In his seventieth year, the award-winning poet looks back on what was and accepts what is, in a deeply moving and beautiful sequence about what sustains him.
Beginning with “My Friends Don’t Get Buried,” the lament of a delinquent mourner as his friends have begun to die, and ending with the plaintive note to self “don’t write elegies/anymore,” Edward Hirsch takes us backward through the decades in these memory poems of startling immediacy. He recalls the black dress a lover wore when he couldn’t yet know the tragedy of her burning spirit; the radiance of an autumn day in Detroit when his students smoked outside, passionately discussing Shelley; the day he got off late from a railyard shift and missed an antiwar demonstration. There are direct and indirect elegies to lost contemporaries like Mark Strand, William Meredith, and, most especially, his longtime compatriot Philip Levine, whom he honors in several poems about daily work in the late mid-century Midwest. As the poet ages and begins to lose his peripheral vision, the world is “stranger by night,” but these elegant, heart-stirring poems shed light on a lifetime that inevitably contains both sorrow and joy. – Penguin Random House
With this tender and unflinching 10th collection, Hirsch (Gabriel) balances heartfelt elegy with a celebration of the everyday. In these 48 poems of sensory remembrance, any door might open on the past: “Yesterday I climbed the stairs/ and took the ‘L’/ to 1965 /where I was stuck/ in the heart/ of downtown Chicago.” While offering tributes to Mark Strand, William Meredith, and Phillip Levine, Hirsch’s speakers are ready to “let someone else/ stumble past the mausoleum/ and grieve/ under the calm shade.” Hirsch is interested in capturing ephemeral flashes of human vitality with a lyricism that rises from unadorned eyewitness. Yet his reportage is often framed in ironic negation: “Don’t hitchhike/ the Mediterranean coast/ of Algeria/ in the summer of 1971/ with only a worn copy/ of The Plague to guide you.” In another poem, he remembers a chance encounter with a skyscraper window washer (“I felt oddly gleeful/ when I saw him later/ coming off the job safely/ in street clothes, walking on ground”). While later poems address Hirsch’s loss of eyesight, giving resonance to the collection’s title, readers will be grateful the poet’s inner eye remains as observant and compassionate as ever. (Feb.) — Publishers Weekly
“Bring[s] new life to the elegy . . . Hirsch compresses molten emotions into spare, columnar lyrics ignited by exhilarating enjambments and cadences supple and musical . . . In singing, earthy, and soulful poems, Hirsch muses over age and the loss of friends, including fellow poets Philip Levine and Mark Strand . . . The poet also reaches back to his first hard-labor jobs, his teaching stints in coal country, and pilgrimages in Poland and Russia . . . Consummate, passionate, generous, and resplendent, Hirsch’s poems vanquish the static of our lives and guide us back to a place of contemplation and gratitude.” — Donna Seaman, Booklist
Hardback. 80 pp. 6×9 in. Alfred Knopf Publishing.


» **To do**:
Using the data beneath, show every line that includes the word "instrumente".

» **Given records**:
..........

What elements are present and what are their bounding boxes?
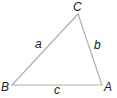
triangle-diagram: C B A a b c — [0, 0, 117, 98]
vertex-label-a: A — [103, 80, 112, 94]
side-label-c: c — [54, 83, 60, 97]
side-label-a: a — [35, 37, 42, 51]
triangle-shape — [12, 14, 102, 85]
vertex-label-b: B — [1, 80, 9, 94]
side-label-b: b — [94, 38, 101, 52]
vertex-label-c: C — [73, 0, 82, 14]
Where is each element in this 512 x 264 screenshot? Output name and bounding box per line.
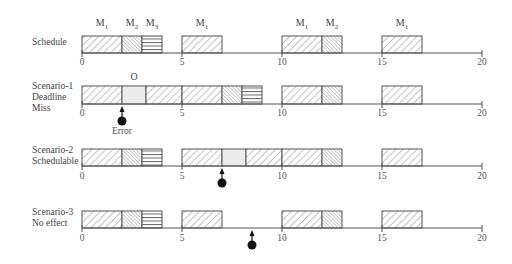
task-block-m3 bbox=[142, 149, 162, 166]
task-block-m2 bbox=[322, 86, 342, 104]
task-block-m3 bbox=[142, 211, 162, 228]
task-block-m1 bbox=[282, 36, 322, 53]
task-block-m1 bbox=[182, 211, 222, 228]
task-name-label: M2 bbox=[126, 17, 138, 31]
task-block-m1 bbox=[82, 86, 122, 104]
tick-label: 15 bbox=[377, 57, 387, 67]
tick-label: 5 bbox=[180, 108, 185, 118]
task-block-m1 bbox=[382, 86, 422, 104]
task-block-m1 bbox=[246, 149, 282, 166]
error-marker-icon bbox=[118, 117, 127, 126]
task-name-label: M1 bbox=[196, 17, 208, 31]
timeline-row bbox=[82, 211, 482, 250]
schedule-diagram: Schedule05101520M1M2M3M1M1M2M1ErrorScena… bbox=[0, 0, 512, 264]
task-name-label: M1 bbox=[296, 17, 308, 31]
error-marker-icon bbox=[218, 179, 227, 188]
task-name-label: M3 bbox=[146, 17, 158, 31]
task-name-label: O bbox=[130, 71, 137, 82]
tick-label: 0 bbox=[80, 233, 85, 243]
row-label: Scenario-2Schedulable bbox=[32, 145, 78, 167]
tick-label: 10 bbox=[277, 171, 287, 181]
tick-label: 10 bbox=[277, 233, 287, 243]
task-block-m1 bbox=[282, 149, 322, 166]
tick-label: 20 bbox=[477, 108, 487, 118]
row-label: Schedule bbox=[32, 37, 67, 48]
tick-label: 5 bbox=[180, 57, 185, 67]
row-label: Scenario-3No effect bbox=[32, 207, 73, 229]
tick-label: 10 bbox=[277, 57, 287, 67]
task-block-m1 bbox=[182, 149, 222, 166]
task-block-m1 bbox=[182, 36, 222, 53]
task-block-m2 bbox=[322, 211, 342, 228]
tick-label: 0 bbox=[80, 171, 85, 181]
error-arrowhead-icon bbox=[220, 168, 225, 174]
task-block-m2 bbox=[122, 149, 142, 166]
task-block-m1 bbox=[146, 86, 182, 104]
timeline-row bbox=[82, 86, 482, 126]
error-arrowhead-icon bbox=[250, 230, 255, 236]
tick-label: 5 bbox=[180, 171, 185, 181]
tick-label: 20 bbox=[477, 57, 487, 67]
row-label: Scenario-1DeadlineMiss bbox=[32, 81, 73, 114]
tick-label: 0 bbox=[80, 108, 85, 118]
diagram-canvas bbox=[0, 0, 512, 264]
task-block-m3 bbox=[142, 36, 162, 53]
task-name-label: M1 bbox=[396, 17, 408, 31]
task-block-m1 bbox=[282, 86, 322, 104]
task-block-m1 bbox=[82, 211, 122, 228]
task-block-m1 bbox=[382, 211, 422, 228]
timeline-row bbox=[82, 36, 482, 57]
tick-label: 15 bbox=[377, 233, 387, 243]
task-block-m2 bbox=[122, 211, 142, 228]
tick-label: 15 bbox=[377, 171, 387, 181]
task-block-m2 bbox=[122, 36, 142, 53]
tick-label: 10 bbox=[277, 108, 287, 118]
task-block-m1 bbox=[382, 36, 422, 53]
task-block-m3 bbox=[242, 86, 262, 104]
task-block-m2 bbox=[222, 86, 242, 104]
tick-label: 5 bbox=[180, 233, 185, 243]
task-block-m1 bbox=[282, 211, 322, 228]
task-block-m1 bbox=[82, 149, 122, 166]
task-block-m2 bbox=[322, 149, 342, 166]
tick-label: 0 bbox=[80, 57, 85, 67]
task-block-o bbox=[122, 86, 146, 104]
error-marker-icon bbox=[248, 241, 257, 250]
task-name-label: M1 bbox=[96, 17, 108, 31]
tick-label: 20 bbox=[477, 171, 487, 181]
tick-label: 20 bbox=[477, 233, 487, 243]
task-name-label: M2 bbox=[326, 17, 338, 31]
timeline-row bbox=[82, 149, 482, 188]
task-block-m2 bbox=[322, 36, 342, 53]
task-block-m1 bbox=[382, 149, 422, 166]
error-label: Error bbox=[112, 126, 132, 136]
task-block-m1 bbox=[182, 86, 222, 104]
task-block-o bbox=[222, 149, 246, 166]
error-arrowhead-icon bbox=[120, 106, 125, 112]
tick-label: 15 bbox=[377, 108, 387, 118]
task-block-m1 bbox=[82, 36, 122, 53]
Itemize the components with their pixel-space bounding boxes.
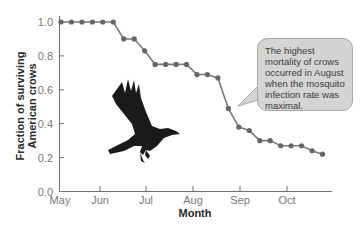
- data-point-marker: [320, 152, 325, 157]
- x-tick-label: Oct: [278, 194, 295, 206]
- data-point-marker: [132, 36, 137, 41]
- y-tick-label: 0.2: [38, 152, 53, 164]
- x-tick-label: May: [50, 194, 71, 206]
- y-tick-label: 0.4: [38, 118, 53, 130]
- y-axis-title: Fraction of surviving American crows: [14, 52, 38, 161]
- data-point-marker: [100, 19, 105, 24]
- callout-line: mortality of crows: [265, 56, 346, 67]
- data-point-marker: [194, 72, 199, 77]
- data-point-marker: [268, 138, 273, 143]
- x-tick-label: Jul: [139, 194, 153, 206]
- callout-pointer: [238, 86, 258, 106]
- y-tick-label: 1.0: [38, 16, 53, 28]
- y-tick-labels: 0.00.20.40.60.81.0: [38, 16, 53, 198]
- y-ticks: [60, 22, 65, 158]
- data-point-marker: [184, 62, 189, 67]
- data-point-marker: [173, 62, 178, 67]
- data-point-marker: [257, 138, 262, 143]
- x-ticks: [100, 186, 287, 192]
- data-point-marker: [236, 124, 241, 129]
- crow-image: [108, 79, 180, 163]
- data-point-marker: [58, 19, 63, 24]
- data-point-marker: [142, 48, 147, 53]
- data-point-marker: [278, 143, 283, 148]
- x-tick-label: Jun: [91, 194, 109, 206]
- data-point-marker: [247, 128, 252, 133]
- y-tick-label: 0.6: [38, 84, 53, 96]
- callout-line: infection rate was: [265, 89, 346, 100]
- data-point-marker: [111, 19, 116, 24]
- callout-line: The highest: [265, 45, 346, 56]
- data-point-marker: [121, 36, 126, 41]
- data-point-marker: [69, 19, 74, 24]
- y-axis-title-line2: American crows: [26, 64, 38, 149]
- survival-chart: 0.00.20.40.60.81.0 MayJunJulAugSepOct Mo…: [0, 0, 360, 231]
- x-tick-labels: MayJunJulAugSepOct: [50, 194, 296, 206]
- annotation-callout: The highest mortality of crows occurred …: [257, 38, 353, 111]
- callout-line: occurred in August: [265, 67, 346, 78]
- data-point-marker: [299, 143, 304, 148]
- data-point-marker: [163, 62, 168, 67]
- data-point-marker: [90, 19, 95, 24]
- y-axis-title-line1: Fraction of surviving: [14, 52, 26, 161]
- data-point-marker: [79, 19, 84, 24]
- data-point-marker: [205, 72, 210, 77]
- data-point-marker: [289, 143, 294, 148]
- data-point-marker: [226, 106, 231, 111]
- data-point-marker: [153, 62, 158, 67]
- data-point-marker: [309, 148, 314, 153]
- data-point-marker: [215, 75, 220, 80]
- x-tick-label: Sep: [230, 194, 250, 206]
- y-tick-label: 0.8: [38, 50, 53, 62]
- x-tick-label: Aug: [183, 194, 203, 206]
- callout-line: when the mosquito: [265, 78, 346, 89]
- x-axis-title: Month: [179, 207, 212, 219]
- callout-line: maximal.: [265, 100, 346, 111]
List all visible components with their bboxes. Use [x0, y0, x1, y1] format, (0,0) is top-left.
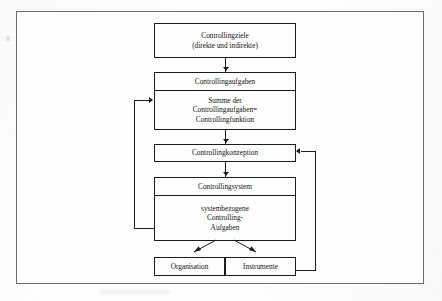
- controllingziele-line-1: Controllingziele: [201, 31, 248, 41]
- feedback-right-vertical-segment: [315, 151, 316, 271]
- controllingaufgaben-body-cell: Summe der Controllingaufgaben= Controlli…: [155, 91, 295, 129]
- node-controllingziele: Controllingziele (direkte und indirekte): [154, 23, 296, 58]
- feedback-right-bottom-segment: [296, 270, 316, 271]
- controllingkonzeption-cell: Controllingkonzeption: [155, 148, 295, 158]
- edge-aufgaben-to-konzeption-arrowhead: [223, 139, 229, 143]
- node-controllingkonzeption: Controllingkonzeption: [154, 144, 296, 162]
- scan-artifact-bottom: [100, 290, 170, 294]
- edge-ziele-to-aufgaben-arrowhead: [223, 67, 229, 71]
- scan-artifact-left: [6, 36, 10, 41]
- controllingziele-line-2: (direkte und indirekte): [192, 41, 258, 51]
- controllingziele-cell: Controllingziele (direkte und indirekte): [155, 31, 295, 50]
- feedback-left-arrowhead: [149, 97, 153, 103]
- feedback-left-bottom-segment: [134, 228, 155, 229]
- controllingaufgaben-header-label: Controllingaufgaben: [195, 77, 255, 87]
- feedback-left-vertical-segment: [134, 100, 135, 229]
- node-controllingsystem: Controllingsystem systembezogene Control…: [154, 177, 296, 241]
- organisation-label: Organisation: [171, 262, 209, 272]
- feedback-left-top-segment: [134, 100, 150, 101]
- edge-system-to-instrumente: [154, 238, 296, 258]
- instrumente-cell: Instrumente: [226, 262, 295, 272]
- controllingsystem-header-cell: Controllingsystem: [155, 178, 295, 196]
- controllingkonzeption-label: Controllingkonzeption: [192, 148, 258, 158]
- node-instrumente: Instrumente: [225, 257, 296, 276]
- feedback-right-top-segment: [301, 151, 316, 152]
- feedback-right-arrowhead: [296, 148, 300, 154]
- controllingaufgaben-header-cell: Controllingaufgaben: [155, 73, 295, 91]
- instrumente-label: Instrumente: [243, 262, 278, 272]
- organisation-cell: Organisation: [155, 262, 224, 272]
- controllingsystem-body-cell: systembezogene Controlling- Aufgaben: [155, 196, 295, 240]
- controllingaufgaben-body-line-2: Controllingaufgaben=: [193, 105, 258, 115]
- controllingaufgaben-body-line-1: Summe der: [208, 96, 241, 106]
- controllingsystem-body-line-3: Aufgaben: [211, 223, 240, 233]
- diagram-page: Controllingziele (direkte und indirekte)…: [0, 0, 442, 301]
- controllingsystem-body-line-2: Controlling-: [207, 213, 243, 223]
- outer-frame: Controllingziele (direkte und indirekte)…: [16, 11, 424, 284]
- node-organisation: Organisation: [154, 257, 225, 276]
- edge-konzeption-to-system-arrowhead: [223, 172, 229, 176]
- controllingsystem-header-label: Controllingsystem: [198, 182, 252, 192]
- controllingaufgaben-body-line-3: Controllingfunktion: [196, 115, 254, 125]
- node-controllingaufgaben: Controllingaufgaben Summe der Controllin…: [154, 72, 296, 130]
- controllingsystem-body-line-1: systembezogene: [201, 204, 249, 214]
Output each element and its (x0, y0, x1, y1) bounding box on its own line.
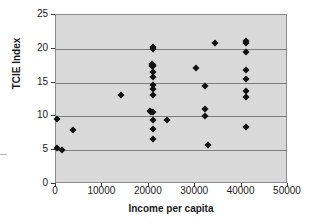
x-tick-label: 10000 (76, 186, 126, 196)
y-tick-mark (51, 115, 55, 116)
gridline-y (56, 150, 286, 151)
y-tick-label: 15 (18, 77, 48, 87)
y-tick-label: 10 (18, 110, 48, 120)
data-point (59, 147, 66, 154)
y-tick-mark (51, 82, 55, 83)
x-tick-label: 20000 (123, 186, 173, 196)
data-point (70, 126, 77, 133)
data-point (201, 112, 208, 119)
data-point (204, 141, 211, 148)
x-tick-label: 30000 (169, 186, 219, 196)
x-tick-label: 40000 (216, 186, 266, 196)
y-tick-label: 25 (18, 9, 48, 19)
data-point (243, 67, 250, 74)
scatter-chart-figure: TCIE Index Income per capita 05101520250… (0, 0, 317, 224)
x-axis-title: Income per capita (55, 203, 287, 214)
data-point (243, 75, 250, 82)
gridline-y (56, 49, 286, 50)
y-axis-title: TCIE Index (11, 4, 22, 124)
y-tick-mark (51, 14, 55, 15)
y-tick-label: 20 (18, 43, 48, 53)
data-point (243, 93, 250, 100)
data-point (117, 92, 124, 99)
data-point (149, 135, 156, 142)
data-point (149, 125, 156, 132)
data-point (243, 123, 250, 130)
data-point (192, 64, 199, 71)
x-tick-label: 50000 (262, 186, 312, 196)
gridline-y (56, 116, 286, 117)
y-tick-mark (51, 48, 55, 49)
x-tick-label: 0 (30, 186, 80, 196)
data-point (149, 92, 156, 99)
page-edge-artifact (0, 154, 7, 155)
data-point (149, 117, 156, 124)
plot-area (55, 14, 287, 183)
gridline-y (56, 83, 286, 84)
y-tick-label: 5 (18, 144, 48, 154)
y-tick-mark (51, 149, 55, 150)
data-point (149, 74, 156, 81)
data-point (212, 40, 219, 47)
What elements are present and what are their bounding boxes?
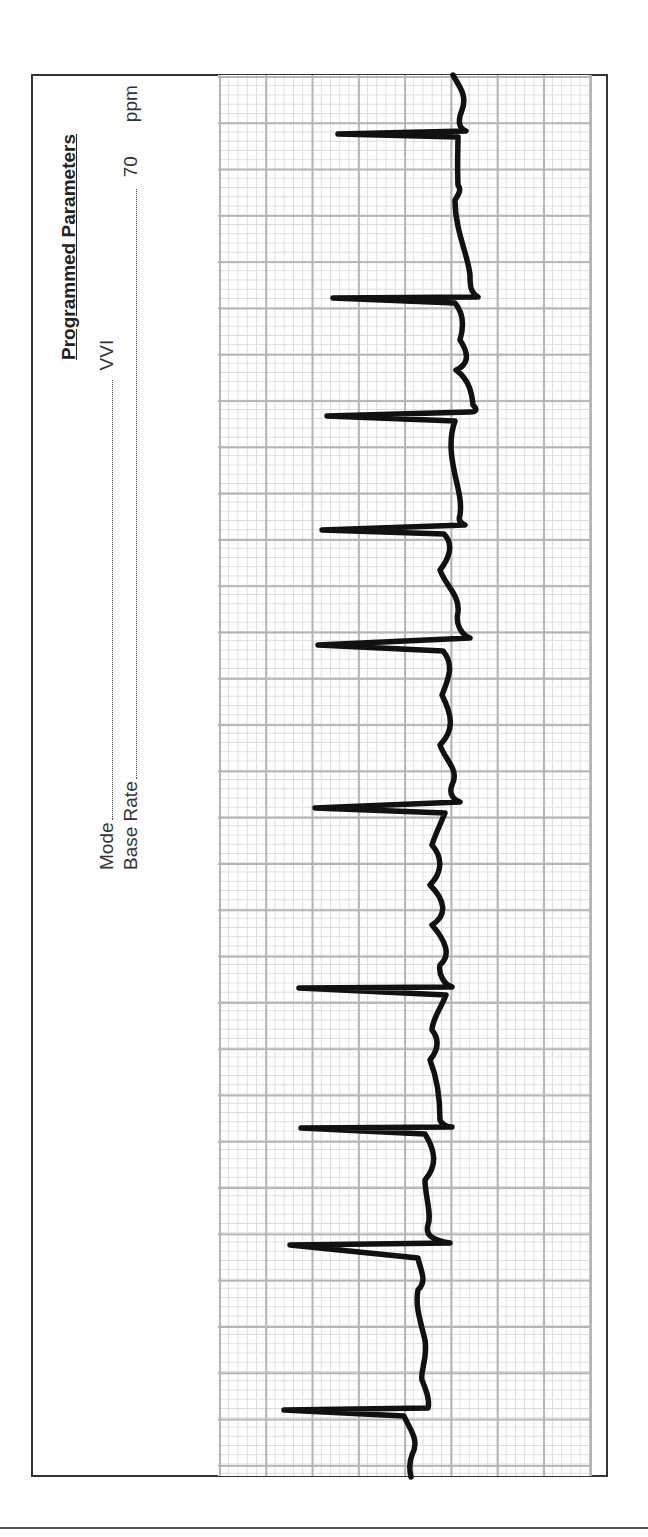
param-row-base-rate: Base Rate70ppm [120,85,142,870]
param-label-base-rate: Base Rate [120,781,141,870]
param-value-mode: VVI [96,340,117,371]
param-row-mode: ModeVVI [96,340,118,870]
panel-title: Programmed Parameters [58,134,80,360]
page-divider [0,1527,648,1529]
programmed-parameters-panel: Programmed Parameters ModeVVI Base Rate7… [0,0,648,1537]
param-unit-base-rate: ppm [120,85,141,122]
param-label-mode: Mode [96,822,117,870]
param-value-base-rate: 70 [120,156,141,177]
leader-dots [135,189,137,779]
leader-dots [111,380,113,820]
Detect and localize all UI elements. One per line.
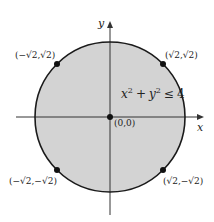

..........

» **Response**:
- edge-system-to-instrumente: [154, 238, 296, 258]
- instrumente-cell: Instrumente: [226, 262, 295, 272]
- node-instrumente: Instrumente: [225, 257, 296, 276]
- instrumente-label: Instrumente: [243, 262, 278, 272]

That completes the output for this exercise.